Colorado Gov. Jared Polis on Monday presented an optimistic budget request for fiscal year 2021-22, proposing to restore some “painful” cuts made early in the pandemic, add a $1.3 billion economic stimulus program and and increase the state’s reserves in anticipation of tough budget cycles to come.
The $35.4 billion proposal for July 1, 2021, through June 30, 2022, comes at a time of profound economic uncertainty, and one day ahead of an election that portends countless possible budgetary impacts on the state and country. Polis will know more about the state’s economy later this week but he is required by state law to present his budget request on the first Monday in November.
“This budget,” Polis said Monday, “lays the foundation to build a stronger Colorado through key investments in our economic recovery, saving people money on health care, expanding access to education, building climate resiliency and expanding renewable energy to enhance our way of life and to build a Colorado for all where everyone can thrive.”
In the spring, the state legislature finalized the current budget with dramatic, across-the-board cuts necessitated by a precipitous drop-off in revenue, both real and forecast, during the early phase of the pandemic. Months removed from that process, the governor’s budgeting advisers now believe that things are not quite as bad as lawmakers and economic analysts believed they’d be when Polis signed the 2020-21 budget into law.
In fact, the governor’s office now expects to have about $3 billion more for next year than it previously forecast, said Lauren Larson, budget director for Polis.
Anticipating extra money, Polis on Monday touted a $1.3 billion “stimulus and recovery package.” About $168 million of that money, he said, will come from a program announced last week that’s expected to deliver a $375, one-time direct payment to some 435,000 Coloradans who’ve faced unemployment this year.

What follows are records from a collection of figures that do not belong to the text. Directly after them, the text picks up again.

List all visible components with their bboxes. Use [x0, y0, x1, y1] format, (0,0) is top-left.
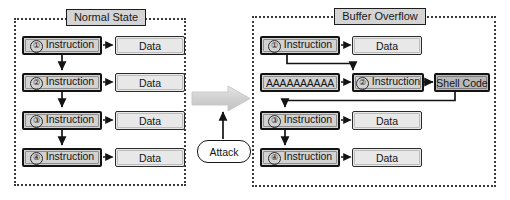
left-data-1-label: Data — [139, 40, 161, 52]
right-connector-layer — [0, 0, 510, 200]
right-instruction-3-label: Instruction — [284, 113, 332, 125]
right-shell-code[interactable]: Shell Code — [434, 73, 490, 92]
left-data-3[interactable]: Data — [115, 111, 185, 130]
right-instruction-3[interactable]: ③Instruction — [260, 111, 340, 130]
left-instruction-4-number: ④ — [30, 152, 43, 165]
left-instruction-3-label: Instruction — [46, 113, 94, 125]
left-data-1[interactable]: Data — [115, 36, 185, 55]
diagram-canvas: Normal State ①Instruction — [0, 0, 510, 200]
right-instruction-4-number: ④ — [268, 152, 281, 165]
left-data-2-label: Data — [139, 77, 161, 89]
right-instruction-1[interactable]: ①Instruction — [260, 36, 340, 55]
right-jog-1-to-2 — [287, 55, 353, 70]
left-instruction-4-label: Instruction — [46, 150, 94, 162]
right-instruction-1-label: Instruction — [284, 38, 332, 50]
attack-node[interactable]: Attack — [197, 140, 251, 163]
right-instruction-2-number: ② — [356, 77, 369, 90]
left-instruction-1[interactable]: ①Instruction — [22, 36, 102, 55]
right-overflow-payload[interactable]: AAAAAAAAAA — [260, 73, 340, 92]
left-instruction-1-label: Instruction — [46, 38, 94, 50]
left-data-2[interactable]: Data — [115, 73, 185, 92]
left-instruction-2-label: Instruction — [46, 75, 94, 87]
left-instruction-3-number: ③ — [30, 115, 43, 128]
right-overflow-payload-label: AAAAAAAAAA — [266, 77, 334, 89]
right-data-3-label: Data — [376, 115, 398, 127]
right-data-1[interactable]: Data — [352, 36, 422, 55]
right-instruction-2[interactable]: ②Instruction — [352, 73, 424, 92]
right-instruction-1-number: ① — [268, 40, 281, 53]
right-data-3[interactable]: Data — [352, 111, 422, 130]
left-data-4-label: Data — [139, 152, 161, 164]
left-instruction-2-number: ② — [30, 77, 43, 90]
right-instruction-4-label: Instruction — [284, 150, 332, 162]
left-instruction-3[interactable]: ③Instruction — [22, 111, 102, 130]
right-data-1-label: Data — [376, 40, 398, 52]
right-data-4[interactable]: Data — [352, 148, 422, 167]
left-data-3-label: Data — [139, 115, 161, 127]
attack-label: Attack — [209, 146, 238, 158]
right-instruction-3-number: ③ — [268, 115, 281, 128]
right-instruction-4[interactable]: ④Instruction — [260, 148, 340, 167]
right-instruction-2-label: Instruction — [372, 75, 420, 87]
right-data-4-label: Data — [376, 152, 398, 164]
left-data-4[interactable]: Data — [115, 148, 185, 167]
right-jog-shell-to-3 — [285, 92, 455, 107]
left-instruction-1-number: ① — [30, 40, 43, 53]
left-instruction-4[interactable]: ④Instruction — [22, 148, 102, 167]
panel-title-buffer-overflow: Buffer Overflow — [334, 8, 426, 25]
panel-title-normal-state: Normal State — [66, 9, 146, 26]
right-shell-code-label: Shell Code — [436, 77, 487, 89]
left-instruction-2[interactable]: ②Instruction — [22, 73, 102, 92]
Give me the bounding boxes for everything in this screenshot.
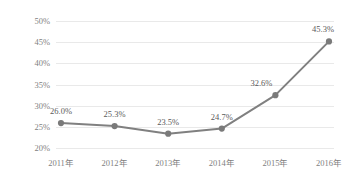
data-point-markers xyxy=(58,38,332,136)
chart-plot-area xyxy=(0,0,347,182)
data-point-label: 24.7% xyxy=(197,112,247,122)
y-axis-tick-label: 20% xyxy=(22,143,50,153)
y-axis-tick-label: 35% xyxy=(22,80,50,90)
data-point-marker xyxy=(326,38,332,44)
line-chart: 20%25%30%35%40%45%50% 2011年2012年2013年201… xyxy=(0,0,347,182)
data-point-label: 26.0% xyxy=(36,106,86,116)
x-axis-category-label: 2011年 xyxy=(36,156,86,168)
y-axis-tick-label: 45% xyxy=(22,37,50,47)
gridlines xyxy=(56,22,334,149)
x-axis-category-label: 2013年 xyxy=(143,156,193,168)
series-line xyxy=(61,41,329,133)
data-point-label: 32.6% xyxy=(236,78,286,88)
data-point-label: 23.5% xyxy=(143,117,193,127)
data-point-marker xyxy=(219,126,225,132)
data-point-marker xyxy=(165,131,171,137)
x-axis-category-label: 2016年 xyxy=(304,156,347,168)
y-axis-tick-label: 25% xyxy=(22,122,50,132)
data-point-label: 45.3% xyxy=(298,24,347,34)
data-point-label: 25.3% xyxy=(90,109,140,119)
data-point-marker xyxy=(58,120,64,126)
x-axis-category-label: 2012年 xyxy=(90,156,140,168)
x-axis-category-label: 2014年 xyxy=(197,156,247,168)
y-axis-tick-label: 40% xyxy=(22,58,50,68)
x-axis-category-label: 2015年 xyxy=(250,156,300,168)
data-point-marker xyxy=(272,92,278,98)
y-axis-tick-label: 50% xyxy=(22,16,50,26)
data-point-marker xyxy=(112,123,118,129)
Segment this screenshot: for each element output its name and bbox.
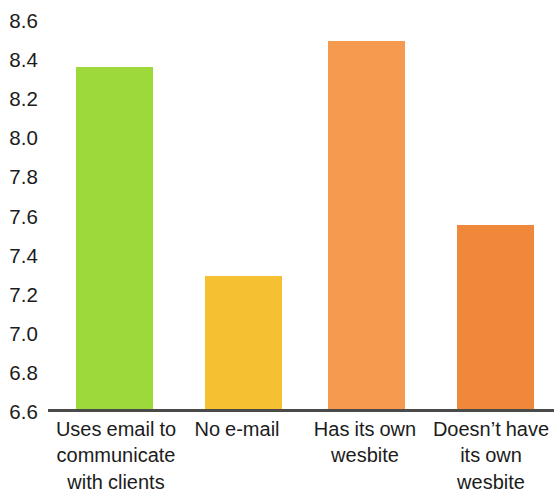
x-axis-category-label: Has its own wesbite [300, 416, 430, 469]
y-axis-tick-label: 7.2 [9, 284, 38, 305]
bar [457, 225, 534, 409]
y-axis-tick-label: 7.0 [9, 324, 38, 345]
plot-area [48, 0, 554, 412]
y-axis-tick-label: 6.6 [9, 402, 38, 423]
y-axis-tick-label: 8.0 [9, 128, 38, 149]
y-axis-tick-label: 8.4 [9, 50, 38, 71]
x-axis-category-label: Doesn’t have its own wesbite [430, 416, 552, 495]
y-axis-tick-label: 7.6 [9, 206, 38, 227]
y-axis-tick-label: 7.8 [9, 167, 38, 188]
x-axis-line [48, 409, 554, 412]
bar-chart: 8.68.48.28.07.87.67.47.27.06.86.6 Uses e… [0, 0, 554, 502]
y-axis-tick-label: 7.4 [9, 245, 38, 266]
y-axis-tick-label: 8.2 [9, 89, 38, 110]
bar [76, 67, 153, 409]
bar [205, 276, 282, 409]
x-axis-category-label: No e-mail [174, 416, 300, 442]
x-axis-category-label: Uses email to communicate with clients [46, 416, 186, 495]
y-axis: 8.68.48.28.07.87.67.47.27.06.86.6 [0, 0, 46, 412]
y-axis-tick-label: 8.6 [9, 11, 38, 32]
bar [328, 41, 405, 409]
x-axis-category-labels: Uses email to communicate with clientsNo… [48, 416, 554, 502]
y-axis-tick-label: 6.8 [9, 363, 38, 384]
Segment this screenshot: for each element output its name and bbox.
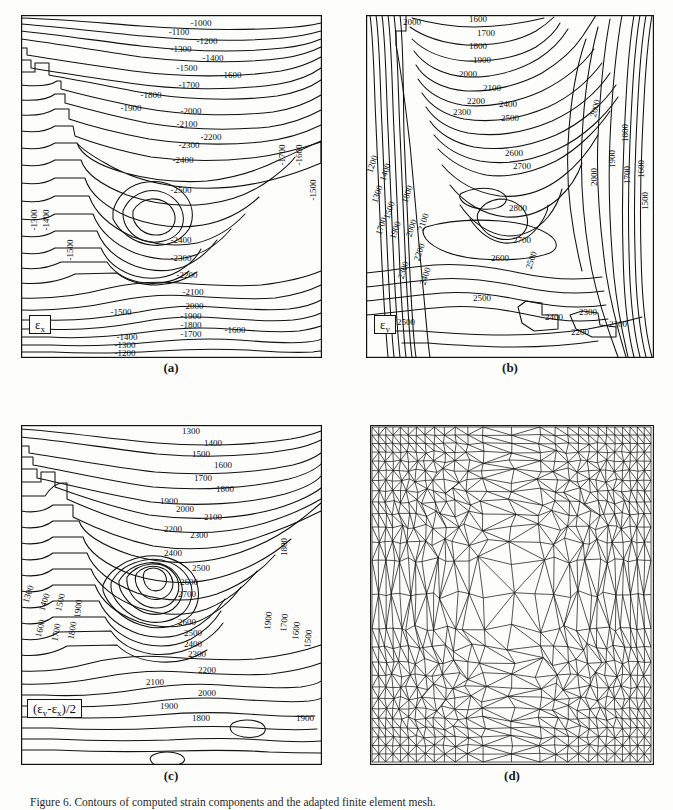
panel-c-quantity-label: (εy-εx)/2 bbox=[33, 702, 76, 715]
svg-text:-1300: -1300 bbox=[171, 44, 192, 54]
svg-text:1900: 1900 bbox=[72, 599, 84, 618]
svg-text:-2400: -2400 bbox=[173, 155, 194, 165]
svg-text:2400: 2400 bbox=[545, 312, 564, 322]
svg-text:2800: 2800 bbox=[509, 203, 528, 213]
svg-text:2400: 2400 bbox=[184, 639, 203, 649]
svg-text:2500: 2500 bbox=[192, 563, 211, 573]
svg-text:-1500: -1500 bbox=[111, 307, 132, 317]
panel-a-contour-epsilon-x: -1000 -1100 -1200 -1300 -1400 -1500 -160… bbox=[21, 15, 322, 358]
svg-text:1900: 1900 bbox=[473, 55, 492, 65]
svg-text:-2400: -2400 bbox=[171, 235, 192, 245]
svg-text:1600: 1600 bbox=[214, 460, 233, 470]
panel-a-svg: -1000 -1100 -1200 -1300 -1400 -1500 -160… bbox=[21, 15, 322, 358]
svg-text:2500: 2500 bbox=[397, 317, 416, 327]
panel-d-adapted-mesh bbox=[370, 425, 654, 765]
svg-text:1600: 1600 bbox=[290, 621, 302, 640]
svg-text:-1800: -1800 bbox=[141, 90, 162, 100]
svg-text:-1100: -1100 bbox=[121, 355, 142, 358]
svg-text:2000: 2000 bbox=[176, 504, 195, 514]
svg-text:-2300: -2300 bbox=[171, 253, 192, 263]
panel-d-svg bbox=[370, 425, 654, 765]
svg-text:2200: 2200 bbox=[467, 96, 486, 106]
svg-text:2000: 2000 bbox=[459, 69, 478, 79]
svg-text:1900: 1900 bbox=[296, 713, 315, 723]
svg-text:2700: 2700 bbox=[513, 235, 532, 245]
panel-c-caption-label: (c) bbox=[141, 768, 201, 784]
svg-text:-2100: -2100 bbox=[177, 119, 198, 129]
svg-text:2400: 2400 bbox=[499, 99, 518, 109]
svg-text:2700: 2700 bbox=[513, 161, 532, 171]
svg-text:2700: 2700 bbox=[178, 589, 197, 599]
svg-text:1800: 1800 bbox=[620, 124, 630, 143]
svg-text:-1600: -1600 bbox=[294, 144, 304, 165]
svg-text:-1900: -1900 bbox=[121, 103, 142, 113]
svg-text:1500: 1500 bbox=[302, 629, 314, 648]
svg-text:-1500: -1500 bbox=[65, 239, 75, 260]
svg-text:2500: 2500 bbox=[473, 293, 492, 303]
svg-text:1800: 1800 bbox=[192, 713, 211, 723]
svg-text:1300: 1300 bbox=[182, 426, 201, 436]
figure-caption-number: Figure 6. bbox=[30, 796, 72, 808]
panel-b-contour-epsilon-y: 1600 1700 1800 1900 2000 2100 2200 2400 … bbox=[366, 15, 654, 358]
svg-text:1600: 1600 bbox=[636, 160, 646, 179]
svg-text:2000: 2000 bbox=[198, 688, 217, 698]
svg-text:-1400: -1400 bbox=[203, 53, 224, 63]
svg-text:2300: 2300 bbox=[453, 107, 472, 117]
svg-text:1800: 1800 bbox=[469, 41, 488, 51]
panel-a-quantity-label: εx bbox=[35, 318, 45, 331]
svg-text:1500: 1500 bbox=[192, 449, 211, 459]
panel-d-caption-label: (d) bbox=[482, 768, 542, 784]
svg-text:2300: 2300 bbox=[579, 307, 598, 317]
svg-text:-1700: -1700 bbox=[181, 329, 202, 339]
svg-text:-2300: -2300 bbox=[179, 140, 200, 150]
svg-text:2100: 2100 bbox=[204, 512, 223, 522]
svg-text:-1200: -1200 bbox=[197, 36, 218, 46]
panel-b-svg: 1600 1700 1800 1900 2000 2100 2200 2400 … bbox=[366, 15, 654, 358]
figure-caption-text: Contours of computed strain components a… bbox=[74, 796, 435, 808]
svg-text:2200: 2200 bbox=[198, 665, 217, 675]
svg-text:-1000: -1000 bbox=[191, 18, 212, 28]
svg-text:1600: 1600 bbox=[469, 15, 488, 24]
figure-root: -1000 -1100 -1200 -1300 -1400 -1500 -160… bbox=[0, 0, 673, 810]
svg-text:2100: 2100 bbox=[483, 83, 502, 93]
svg-text:1900: 1900 bbox=[160, 701, 179, 711]
svg-text:-2200: -2200 bbox=[201, 132, 222, 142]
panel-b-quantity-label: εy bbox=[380, 318, 390, 331]
svg-text:-2000: -2000 bbox=[183, 301, 204, 311]
panel-b-caption-label: (b) bbox=[480, 360, 540, 376]
svg-text:2600: 2600 bbox=[505, 148, 524, 158]
svg-text:2600: 2600 bbox=[180, 577, 199, 587]
svg-text:1700: 1700 bbox=[278, 613, 290, 632]
svg-text:2100: 2100 bbox=[146, 677, 165, 687]
svg-text:2300: 2300 bbox=[188, 649, 207, 659]
svg-text:-2500: -2500 bbox=[171, 185, 192, 195]
svg-text:-1500: -1500 bbox=[177, 63, 198, 73]
svg-text:2300: 2300 bbox=[190, 530, 209, 540]
svg-text:-1300: -1300 bbox=[29, 209, 39, 230]
svg-text:-1500: -1500 bbox=[308, 179, 318, 200]
svg-text:2000: 2000 bbox=[589, 168, 599, 187]
svg-text:1700: 1700 bbox=[622, 166, 632, 185]
panel-c-contour-shear: 1300 1400 1500 1600 1700 1800 1900 2000 … bbox=[21, 425, 322, 765]
svg-text:-1600: -1600 bbox=[225, 325, 246, 335]
svg-text:2600: 2600 bbox=[178, 617, 197, 627]
svg-text:2500: 2500 bbox=[184, 628, 203, 638]
svg-text:-1600: -1600 bbox=[221, 70, 242, 80]
svg-text:2100: 2100 bbox=[609, 319, 628, 329]
svg-text:2600: 2600 bbox=[491, 253, 510, 263]
svg-text:1800: 1800 bbox=[279, 538, 289, 557]
svg-text:2200: 2200 bbox=[571, 327, 590, 337]
svg-text:-2000: -2000 bbox=[181, 106, 202, 116]
svg-text:1500: 1500 bbox=[640, 192, 650, 211]
svg-text:1800: 1800 bbox=[216, 484, 235, 494]
svg-text:-1700: -1700 bbox=[277, 144, 287, 165]
svg-text:-1700: -1700 bbox=[179, 80, 200, 90]
svg-text:2200: 2200 bbox=[164, 524, 183, 534]
svg-text:-1400: -1400 bbox=[41, 209, 51, 230]
svg-text:1900: 1900 bbox=[262, 611, 274, 630]
svg-text:-2200: -2200 bbox=[177, 270, 198, 280]
svg-text:-2100: -2100 bbox=[183, 287, 204, 297]
svg-text:1700: 1700 bbox=[194, 473, 213, 483]
panel-b-quantity-box: εy bbox=[374, 315, 396, 334]
panel-c-quantity-box: (εy-εx)/2 bbox=[27, 699, 82, 718]
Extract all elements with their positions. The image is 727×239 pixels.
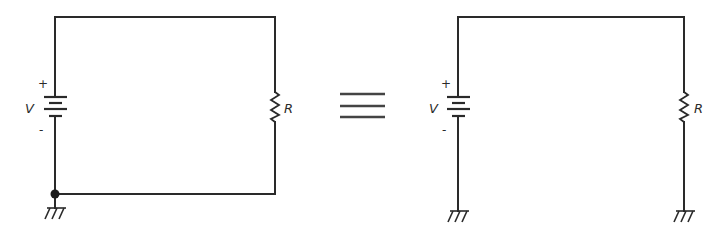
resistor-label: R: [694, 101, 703, 116]
battery-symbol: [44, 97, 67, 116]
ground-icon: [674, 211, 695, 222]
resistor-symbol: [271, 92, 279, 122]
resistor-symbol: [680, 92, 688, 122]
left-circuit: + V - R: [25, 17, 293, 219]
right-circuit: + V - R: [429, 17, 703, 222]
battery-negative-sign: -: [39, 123, 43, 137]
battery-positive-sign: +: [38, 77, 48, 91]
battery-label: V: [25, 101, 35, 116]
battery-positive-sign: +: [441, 77, 451, 91]
battery-label: V: [429, 101, 439, 116]
circuit-equivalence-diagram: + V - R: [0, 0, 727, 239]
junction-dot: [51, 190, 60, 199]
battery-symbol: [447, 97, 470, 116]
battery-negative-sign: -: [442, 123, 446, 137]
ground-icon: [448, 211, 469, 222]
right-circuit-wires: [458, 17, 684, 211]
ground-icon: [45, 208, 66, 219]
equivalence-symbol: [340, 94, 385, 117]
resistor-label: R: [284, 101, 293, 116]
left-circuit-wires: [55, 17, 275, 208]
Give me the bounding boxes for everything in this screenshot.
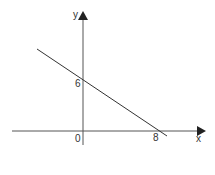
y-axis-label: y xyxy=(73,9,78,20)
graph: y x 6 0 8 xyxy=(0,0,215,175)
y-axis-arrow-icon xyxy=(78,11,88,20)
x-intercept-label: 8 xyxy=(153,132,159,143)
graph-line xyxy=(37,49,167,136)
origin-label: 0 xyxy=(75,133,81,144)
x-axis xyxy=(12,126,206,136)
x-axis-label: x xyxy=(196,133,201,144)
y-intercept-label: 6 xyxy=(75,78,81,89)
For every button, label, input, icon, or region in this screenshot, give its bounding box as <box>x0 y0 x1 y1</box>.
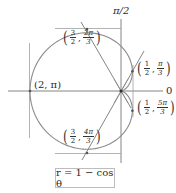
equation-label: r = 1 − cos θ <box>56 167 114 189</box>
theta-fraction: 2π3 <box>83 30 94 46</box>
r-fraction: 12 <box>144 100 150 116</box>
open-paren: ( <box>63 29 68 46</box>
label-point-2-pi: (2, π) <box>34 80 61 90</box>
theta-fraction: 5π3 <box>157 100 168 116</box>
point-3-2-4pi-3 <box>86 152 89 155</box>
label-point-1-2-pi-3: ( 12 , π3 ) <box>136 60 171 77</box>
label-point-3-2-2pi-3: ( 32 , 2π3 ) <box>62 29 102 46</box>
point-1-2-5pi-3 <box>131 109 134 112</box>
close-paren: ) <box>96 29 101 46</box>
pole-point <box>120 90 123 93</box>
r-fraction: 32 <box>70 129 76 145</box>
point-2-pi <box>29 90 32 93</box>
theta-fraction: 4π3 <box>83 129 94 145</box>
theta-fraction: π3 <box>157 61 164 77</box>
r-fraction: 12 <box>144 61 150 77</box>
label-point-1-2-5pi-3: ( 12 , 5π3 ) <box>136 99 176 116</box>
point-1-2-pi-3 <box>131 70 134 73</box>
polar-axis-label: 0 <box>166 86 172 96</box>
r-fraction: 32 <box>70 30 76 46</box>
label-point-3-2-4pi-3: ( 32 , 4π3 ) <box>62 128 102 145</box>
equation-box: r = 1 − cos θ <box>55 168 115 188</box>
vertical-axis-label: π/2 <box>113 6 129 16</box>
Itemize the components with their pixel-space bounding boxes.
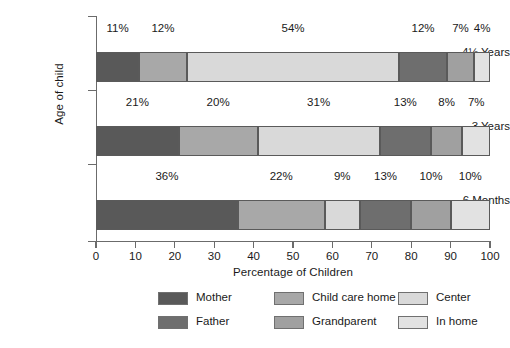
bar-segment: [399, 52, 446, 82]
bar-segment-label: 10%: [450, 170, 490, 182]
x-axis-tick: [489, 242, 490, 248]
bar-segment: [139, 52, 186, 82]
bar-segment: [474, 52, 490, 82]
x-axis-tick: [450, 242, 451, 248]
bar-segment-label: 11%: [98, 22, 138, 34]
bar-segment-label: 54%: [273, 22, 313, 34]
bar-segment: [380, 126, 431, 156]
bar-segment-label: 36%: [147, 170, 187, 182]
x-axis-tick-label: 30: [199, 250, 229, 262]
bar-segment: [447, 52, 475, 82]
y-axis-tick: [88, 90, 96, 91]
legend-label: Father: [196, 315, 229, 327]
x-axis-tick: [332, 242, 333, 248]
bar-segment-label: 22%: [261, 170, 301, 182]
x-axis-tick-label: 0: [81, 250, 111, 262]
bar-segment-label: 12%: [143, 22, 183, 34]
y-axis-tick: [88, 164, 96, 165]
bar-segment: [431, 126, 463, 156]
y-axis-tick: [88, 16, 96, 17]
bar-segment: [411, 200, 450, 230]
legend-swatch: [398, 316, 428, 329]
legend-label: Grandparent: [312, 315, 377, 327]
x-axis-tick: [95, 242, 96, 248]
legend-label: Child care home: [312, 291, 396, 303]
stacked-bar: [96, 200, 490, 230]
x-axis-tick-label: 60: [317, 250, 347, 262]
x-axis-tick: [292, 242, 293, 248]
bar-segment-label: 21%: [117, 96, 157, 108]
x-axis-tick-label: 10: [120, 250, 150, 262]
x-axis-tick-label: 70: [357, 250, 387, 262]
bar-segment: [325, 200, 360, 230]
bar-segment: [96, 200, 238, 230]
x-axis-tick: [135, 242, 136, 248]
bar-segment: [360, 200, 411, 230]
bar-segment-label: 13%: [385, 96, 425, 108]
x-axis-tick-label: 80: [396, 250, 426, 262]
bar-segment-label: 20%: [198, 96, 238, 108]
bar-segment-label: 12%: [403, 22, 443, 34]
bar-segment: [187, 52, 400, 82]
x-axis-tick-label: 40: [239, 250, 269, 262]
stacked-bar: [96, 52, 490, 82]
legend-label: Mother: [196, 291, 232, 303]
bar-segment-label: 10%: [411, 170, 451, 182]
bar-segment-label: 13%: [366, 170, 406, 182]
bar-segment: [258, 126, 380, 156]
y-axis-title: Age of child: [53, 49, 65, 139]
legend-swatch: [158, 292, 188, 305]
plot-area: 11%12%54%12%7%4%21%20%31%13%8%7%36%22%9%…: [96, 14, 490, 238]
legend-label: In home: [436, 315, 478, 327]
stacked-bar-chart: Age of child 0102030405060708090100 4½ Y…: [0, 0, 510, 348]
bar-segment: [462, 126, 490, 156]
x-axis-tick: [214, 242, 215, 248]
legend-swatch: [274, 292, 304, 305]
bar-segment: [179, 126, 258, 156]
x-axis-tick-label: 90: [436, 250, 466, 262]
x-axis-tick: [371, 242, 372, 248]
bar-segment: [238, 200, 325, 230]
chart-legend: MotherFatherChild care homeGrandparentCe…: [158, 291, 498, 339]
x-axis-title: Percentage of Children: [96, 266, 490, 278]
legend-swatch: [158, 316, 188, 329]
bar-segment: [96, 52, 139, 82]
legend-swatch: [398, 292, 428, 305]
stacked-bar: [96, 126, 490, 156]
legend-label: Center: [436, 291, 471, 303]
bar-segment-label: 7%: [456, 96, 496, 108]
bar-segment-label: 4%: [462, 22, 502, 34]
bar-segment-label: 31%: [299, 96, 339, 108]
x-axis-tick: [411, 242, 412, 248]
legend-swatch: [274, 316, 304, 329]
bar-segment: [96, 126, 179, 156]
x-axis-tick: [174, 242, 175, 248]
x-axis-tick-label: 50: [278, 250, 308, 262]
x-axis-tick: [253, 242, 254, 248]
bar-segment-label: 9%: [322, 170, 362, 182]
x-axis-tick-label: 100: [475, 250, 505, 262]
x-axis-tick-label: 20: [160, 250, 190, 262]
bar-segment: [451, 200, 490, 230]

The stimulus proposal also calls for $105 million in wintertime support for small businesses harmed by capacity restrictions; $220 million to create jobs “by investing in shovel-ready public works and infrastructure projects”; $160 million in broadband investments aimed at improving telehealth systems and educational equity; and $50 million in benefits for vulnerable people, including housing and rental assistance — among other line items.
Polis also is proposing to restore higher education funding to pre-pandemic levels. It wasn’t much to begin with, though; Colorado has in recent years consistently ranked toward the bottom of the country for higher education spending. Polis seeks to restore and even increase per-pupil funding at the K-12 level.
The governor also proposes to set aside $200 million for coronavirus response in Colorado. He said he hopes for but is not counting on that amount being supplemented by a new round of federal relief.
Colorado is grappling right now with historic, climate change-driven wildfires, and Polis proposes $78 million in 2021-22 to prevent and respond to wildfire. That is a tiny dent in an estimated $4.2 billion forestry project backlog in Colorado. Polis called upon the federal government to make up the deficit, since much of the affected land is federally managed.
Polis proposes to dramatically increase the state’s General Fund reserves, from 2.86% to 10%. Expanding the state’s rainy day fund, he argues, will help it meet economic challenges to come. The outlook for 2022-23 is much worse than for the next fiscal year, Larson and Polis both said Monday.
In total, Polis proposes about $422 million in budget-item savings, close to $150 million of which comes in part from a lower-than-expected capacity to grow behavioral health programs in the state next year. The state’s has reduced its prison population during the pandemic, and the governor proposes about $35 million in Department of Corrections savings for 2021-22.
The legislature’s bipartisan — but Democrat-controlled — Joint Budget Committee will, over a series of meetings that will run well into next year, evaluate the governor’s priorities against its own, and the broader legislature is scheduled to weigh in and then pass the 2021-22 budget in the spring.
This year there is extra reason not to read too much into what Polis released Monday. The state’s fiscal outlook could change considerably, in any number of directions and starting as soon as Tuesday, when four tax- and fee-related ballot measures will be decided. Depending on results, voters could deliver Polis and the legislature hundreds of millions in additional money or leave them with even less to spend.
“I am still cautious, as we await the results of ballot initiatives and two additional economic forecasts before the budget is finalized, but the goal is right on: helping people,” state Rep. Daneya Esgar, a Pueblo Democrat who chairs the legislature’s Joint Budget Committee, said in an assessment of the governor’s proposal.
More significantly, the state’s economic forecast is extremely uncertain, and has fluctuated wildly since the coronavirus pandemic began. The most recent projections from state economic analysts, released in mid-September, show the state’s economy clawing back from the pandemic-caused recession ahead of schedule, but virus cases and hospitalizations have risen precipitously in Colorado and nationally since then.